Tshukudu testified that she did not inform her superiors of the act, hoping the plan would be exposed. 

According to the charge sheet, two transfers of R928 068.21 and R19 500 were made on 20 April into Tshukudu and Haigh’s accounts, respectively, three days after the closure of Mostert’s account. 

Three more transactions were made into Haigh’s account on 21 and 22 April, seemingly contradicting Tshukudu’s version that the full R15.2 million was transferred on the same day. 

It took Mostert realising that her card was not working for FNB investigators — and later the police — to notice the alleged theft. 

This was after the 92-year-old woman went to a branch in Stellenbosch to flag possible fraud on her account. Tshukudu’s employee number, which has a unique code linked to the banking system, came out as having dealt with Mostert’s account without her permission. 

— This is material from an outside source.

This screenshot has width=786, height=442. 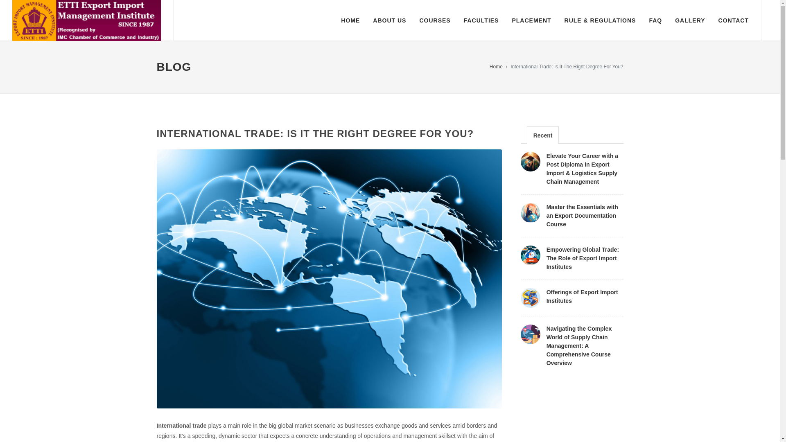 What do you see at coordinates (690, 20) in the screenshot?
I see `GALLERY` at bounding box center [690, 20].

Tshukudu told Chauke that she did not deny the charges against her, but refuted that she intended to commit the crimes. 

Chauke asked: “You knew at the time when you acted … that whatever you were doing was illegal, right?” to which the accused answered: “Yes.” 

Asked why she did not alert her supervisor, she said: “I couldn’t alert them because I was new at the branch and I didn’t know who these people [kidnappers] were working with.”

The trial continues in court. 

It comes in the wake of the Mail & Guardian’s 28 July report that the country’s financial sector is battling to stay on top of increasingly sophisticated methods of cybercrime, targeting pensioners in the main. 

FNB’s corporate affairs executive Jacqui O’Sullivan said the bank took fraud schemes targeting older people seriously.

“While noting that senior citizens are more vulnerable to becoming victims [of] fraud crime, the bank has a layered approach to protecting clients from fraud incidents through both preventative and detective controls,” O’Sullivan said, adding that FNB worked closely with law enforcement agencies and updated its systems in line with new trends. 

“Should preventative measures fail, the detective controls then pick up the fraud and allow for a faster recovery.”

She did not respond to questions about whether the bank was confident that none of its other clients had been defrauded without their knowledge. 

“In an unforeseen scenario where our customer has been defrauded from their bank account and especially when an employee may have bypassed the system and colluded in the crime, FNB will take full responsibility and, after investigations have been concluded, we will reimburse the client,” O’Sullivan said, adding that “appropriate action” would  be taken against the staff member.